For a heartbeat, nothing happens. Then?—
The explosion knocks me back a step. Fire erupts from the estate’s windows, orange tongues licking at the night sky. The heat hits us even from here, a wave of destruction that makes my skin sting.
“Jesus,” I breathe, stumbling backward.
Adrian pulls me against him, keeping me steady as I watch. I can’t believe he rigged it. The whole fucking estate. Ready to burn at his command.
We stand there, all of us, watching the Harrow legacyslowly disintegrate. Flames devour the halls where generations of Harrow men created an infection they could spread to others—their children, their wives. The innocents.
All of it burns.
Lorenzo’s hand finds my elbow, and he glances between me and Adrian. “Come on,” he says gently. “We need to go.”
He guides us toward a black SUV. Roby climbs into the front passenger seat, his young face pale. Lorenzo slides behind the wheel.
Eleanora takes the middle row. She reaches for me as I climb in, her fingers wrapping around mine to lend me some of her strength. I squeeze back, grateful for her support through all of this. I no longer care what secrets she’s keeping, because she’s the best fucking friend anyone could ask for. I’m so thankful she’s in my life.
Adrian follows me in. His movements are mechanical, like he’s barely aware of what’s happening. His eyes are vacant as they stare down at the floor.

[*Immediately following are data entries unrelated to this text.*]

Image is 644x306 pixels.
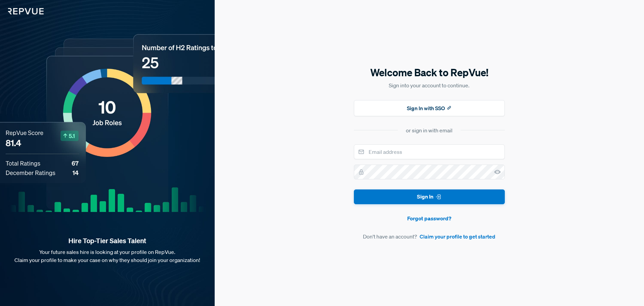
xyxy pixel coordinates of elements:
[406,126,453,134] div: or sign in with email
[10,248,204,264] p: Your future sales hire is looking at your profile on RepVue. Claim your profile to make your case...
[354,145,505,159] input: Email address
[354,81,505,89] p: Sign into your account to continue.
[354,233,505,240] article: Don't have an account?
[354,214,505,222] a: Forgot password?
[354,100,505,116] button: Sign In with SSO
[420,233,495,240] a: Claim your profile to get started
[10,237,204,245] strong: Hire Top-Tier Sales Talent
[354,189,505,205] button: Sign In
[354,66,505,80] h5: Welcome Back to RepVue!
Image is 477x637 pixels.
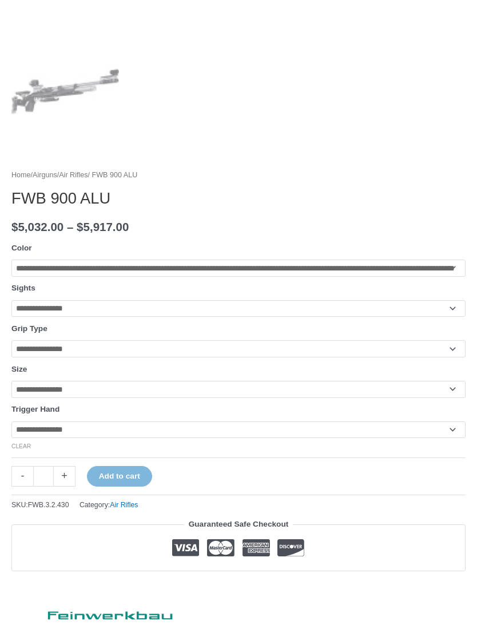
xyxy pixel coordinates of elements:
label: Color [11,244,32,252]
a: - [11,466,33,486]
span: – [67,220,73,233]
span: Category: [80,499,138,512]
input: Product quantity [33,466,54,486]
label: Trigger Hand [11,405,60,414]
a: Air Rifles [110,501,138,509]
a: Home [11,171,31,179]
img: FWB 900 ALU - Image 25 [11,38,119,145]
a: + [54,466,76,486]
iframe: Customer reviews powered by Trustpilot [11,579,466,593]
a: Clear options [11,443,31,450]
span: $ [77,220,83,233]
label: Sights [11,284,35,292]
span: $ [11,220,18,233]
span: SKU: [11,499,69,512]
a: Air Rifles [59,171,88,179]
a: Airguns [33,171,57,179]
legend: Guaranteed Safe Checkout [184,517,294,532]
label: Grip Type [11,324,47,333]
a: Feinwerkbau [11,601,183,625]
bdi: 5,917.00 [77,220,129,233]
span: FWB.3.2.430 [28,501,69,509]
bdi: 5,032.00 [11,220,64,233]
h1: FWB 900 ALU [11,189,466,208]
label: Size [11,365,27,374]
button: Add to cart [87,466,152,487]
nav: Breadcrumb [11,169,466,182]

I take his hand. His fingers are ice against my palm. And his entire body is silently trembling.
The engine starts. We pull away from the burning estate, from the bodies being loaded into unmarked vans, from the end of the only life we’ve ever known.
I watch the flames until distance swallows them. Until all that’s left is smoke rising against stars.

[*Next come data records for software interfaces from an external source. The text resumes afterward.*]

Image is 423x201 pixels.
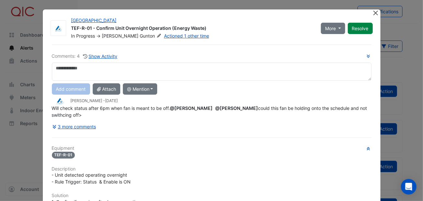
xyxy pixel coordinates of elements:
span: -> [97,33,101,39]
span: - Unit detected operating overnight - Rule Trigger: Status & Enable is ON [52,172,131,184]
button: Attach [93,83,120,95]
button: Resolve [348,23,373,34]
div: Open Intercom Messenger [401,179,416,194]
h6: Solution [52,193,371,198]
span: TEF-R-01 [52,152,75,158]
span: mastill@airmaster.com.au [Airmaster Australia] [215,105,258,111]
div: Comments: 4 [52,52,118,60]
span: Will check status after 6pm when fan is meant to be off. could this fan be holding onto the sched... [52,105,368,118]
button: Show Activity [83,52,118,60]
h6: Description [52,166,371,172]
span: wgunton@airmaster.com.au [Airmaster Australia] [170,105,213,111]
span: Gunton [140,33,163,39]
button: 3 more comments [52,121,97,132]
img: Airmaster Australia [51,25,66,32]
button: @ Mention [123,83,157,95]
button: Close [372,9,379,16]
button: More [321,23,345,34]
span: 2025-08-20 10:16:19 [105,98,118,103]
img: Airmaster Australia [52,98,68,105]
small: [PERSON_NAME] - [71,98,118,104]
span: More [325,25,336,32]
a: Actioned 1 other time [164,33,209,39]
h6: Equipment [52,145,371,151]
span: In Progress [71,33,95,39]
div: TEF-R-01 - Confirm Unit Overnight Operation (Energy Waste) [71,25,313,33]
span: [PERSON_NAME] [102,33,139,39]
a: [GEOGRAPHIC_DATA] [71,17,117,23]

The road stretches before us, dark and endless. I turn from the window to find Adrian still staring at nothing.
When the tears come, they come for both of us. The dam breaks all at once—great, heaving sobs that shakeour bodies until we can’t tell where his grief ends and mine begins. We fall into each other, a tangle of loss and relief and the terrible weight of survival.

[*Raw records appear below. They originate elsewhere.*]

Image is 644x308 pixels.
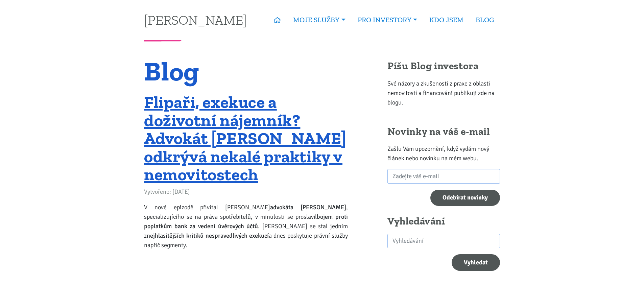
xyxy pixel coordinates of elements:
strong: nejhlasitějších kritiků nespravedlivých exekucí [147,232,269,239]
h1: Blog [144,60,348,82]
a: MOJE SLUŽBY [287,12,351,28]
p: Své názory a zkušenosti z praxe z oblasti nemovitostí a financování publikuji zde na blogu. [388,79,500,107]
button: Vyhledat [452,254,500,271]
p: V nové epizodě přivítal [PERSON_NAME] , specializujícího se na práva spotřebitelů, v minulosti se... [144,203,348,250]
a: [PERSON_NAME] [144,13,247,26]
a: BLOG [470,12,500,28]
strong: advokáta [PERSON_NAME] [270,203,346,211]
div: Vytvořeno: [DATE] [144,187,348,197]
h2: Novinky na váš e-mail [388,125,500,138]
p: Zašlu Vám upozornění, když vydám nový článek nebo novinku na mém webu. [388,144,500,163]
strong: bojem proti poplatkům bank za vedení úvěrových účtů [144,213,348,230]
a: PRO INVESTORY [352,12,423,28]
input: Zadejte váš e-mail [388,169,500,184]
input: Odebírat novinky [430,190,500,206]
a: Flipaři, exekuce a doživotní nájemník? Advokát [PERSON_NAME] odkrývá nekalé praktiky v nemovitostech [144,92,347,185]
h2: Píšu Blog investora [388,60,500,73]
h2: Vyhledávání [388,215,500,228]
input: search [388,234,500,248]
a: KDO JSEM [423,12,470,28]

Adrian’s arms wrap around me like he’s drowning. Like I’m drowning. Like we’re both going under and all we have is each other to hold onto. His tears wet my shoulder. Mine disappear into his ruined jacket.
We cry for Julian—the boy he was, the monster he became, the brother Adrian couldn’t save. We cry for Valentine and all his imperfect love. For the poison the Harrows spread through generations.
We cry because we’re alive. Because surviving feels like another kind of dying.
CHAPTER FORTY-SIX
DANTE
The sheets stick to my skin as I roll over to check the time. It’s nearly noon. I groan and cover my eyes with the crook of my elbow.
It has been three weeks, and I still wake expecting Julian’s voice down the hall. But I’m at Lorenzo’s estate and that’s hardly rational.
Also, my brother is gone.
The silence presses against my skull like a vise, and I know—God, I know—he’s never coming back.
I turn my face into the pillow. The cotton absorbs another round of tears I thought had dried up yesterday. Or was it the day before? Time bleeds together when you’re suffocating.
My head pounds with the familiar ache of too much crying. Behind my eyes, pressure builds until I think my skull might crack. That might be ideal; then some of this pain would leak out.
The curtains are still drawn so the room is covered in a film of gray. I can’t remember when I last opened them.Aurelia slips in sometimes, sets water on the nightstand, murmurs soft words I don’t deserve. Her own grief sits heavy in the slump of her shoulders, the shadows under her eyes, but she’s doing her best to care for me.
I should comfort her. Should be the man she needs. Instead, I curl deeper into myself, letting the mattress swallow me whole.
Julian.
His name echoes in the empty chamber of my chest. I see him everywhere—in the mirror when I catch my own eyes, in the way shadows fall across the bedroom floor, in the space between heartbeats where regret lives.